Supply Chain Attacks in Container Ecosystems
Understanding and mitigating risks from compromised base images, dependencies, and build pipelines
The container supply chain is vast and complex. A single FROM ubuntu:latest pulls in thousands of packages, each a potential attack vector.
Attack Surface Analysis
Base Image Poisoning
Attackers compromise popular base images or create typosquatted versions:
FROM ubunu:latest # Typo - malicious image
# vs
FROM ubuntu:latest # Legitimate
Real incident: The coa npm package was typosquatted, leading to cryptocurrency theft when developers mistyped the package name.
Layer Injection
Each Docker layer is an opportunity for code injection:
FROM node:18-alpine
WORKDIR /app
COPY package*.json ./
RUN npm install # <- Malicious dependencies here
COPY . .
CMD ["node", "server.js"]
The Dependency Problem
Modern applications pull in hundreds of transitive dependencies.

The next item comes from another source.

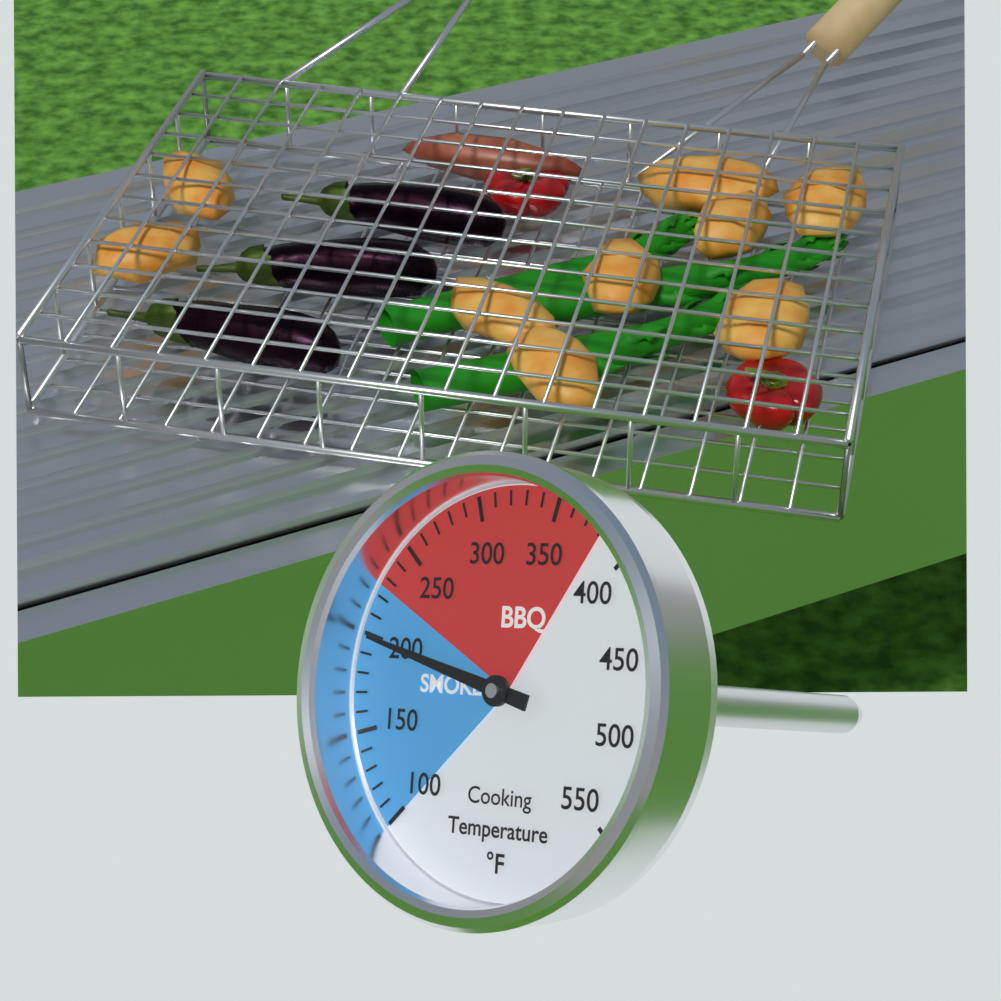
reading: 200 °F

Attackers target these:
Case Study: event-stream Backdoor
In 2018, the event-stream npm package (2M downloads/week) was compromised:
- Attacker gained maintainer access
- Added malicious dependency
flatmap-stream - Code specifically targeted cryptocurrency wallets
- Remained undetected for months
Build Pipeline Compromise
CI/CD systems are high-value targets with access to secrets and deployment credentials.

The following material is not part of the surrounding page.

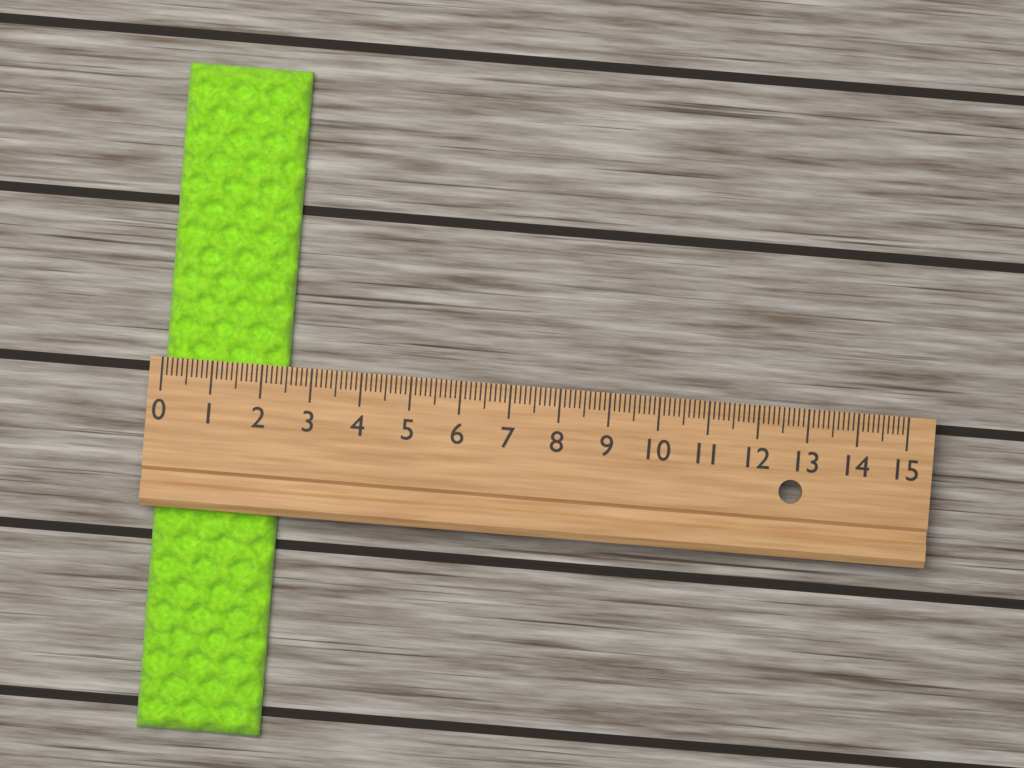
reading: 2.5 (no unit)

Attack Vector: Compromised GitHub Action
# Malicious action exfiltrates secrets
name: CI
on: [push]
jobs:
build:
runs-on: ubuntu-latest
steps:
- uses: actions/checkout@v2
- uses: malicious-org/build-action@v1 # Backdoored
env:
AWS_SECRET: ${{ secrets.AWS_SECRET }}
Defense: Image Signing and Verification
Sigstore/Cosign
Sign container images to prove provenance:
# Sign image
cosign sign --key cosign.key \
registry.io/myapp:v1.0.0
# Verify before deployment
cosign verify --key cosign.pub \
registry.io/myapp:v1.0.0
Admission Control
Block unsigned images using Kyverno:
apiVersion: kyverno.io/v1
kind: ClusterPolicy
metadata:
name: verify-images
spec:
validationFailureAction: enforce
rules:
- name: check-signature
match:
resources:
kinds:
- Pod
verifyImages:
- imageReferences:
- "registry.io/*"
attestors:
- entries:
- keys:
publicKeys: |-
-----BEGIN PUBLIC KEY-----
...
-----END PUBLIC KEY-----
SBOM: Software Bill of Materials
Generate and verify SBOMs to track dependencies:
# Generate SBOM with Syft
syft packages registry.io/myapp:v1.0.0 -o spdx-json > sbom.json
# Scan for vulnerabilities with Grype
grype sbom:sbom.json
Minimal Base Images
Reduce attack surface by using distroless or scratch images:
# Multi-stage build
FROM golang:1.21 AS builder
WORKDIR /app
COPY . .
RUN CGO_ENABLED=0 go build -o /app/server
# Distroless final image
FROM gcr.io/distroless/static-debian11
COPY --from=builder /app/server /server
CMD ["/server"]
Benefits:
- No shell (prevents reverse shells)
- No package manager (blocks lateral movement)
- Minimal CVE exposure
Runtime Monitoring
Detect unexpected behavior with Falco:
- rule: Unexpected outbound connection
desc: Container making connection to unexpected IP
condition: >
outbound and container and
not fd.sip in (allowed_ips) and
not fd.sport in (allowed_ports)
output: >
Suspicious outbound connection
(pod=%k8s.pod.name dest=%fd.rip:%fd.rport)
priority: WARNING
Best Practices Checklist
- Pin base image versions - Use SHA256 digests, not tags
- Scan images in CI/CD - Trivy, Grype, Snyk
- Sign and verify all images - Cosign, Notation
- Generate and track SBOMs - Know your dependencies
- Use minimal base images - Distroless, Alpine, scratch
- Implement network policies - Limit egress from containers
- Monitor for drift - Detect unauthorized changes
- Regular dependency updates - Automated Dependabot/Renovate
The supply chain is your weakest link. Verify everything, trust nothing.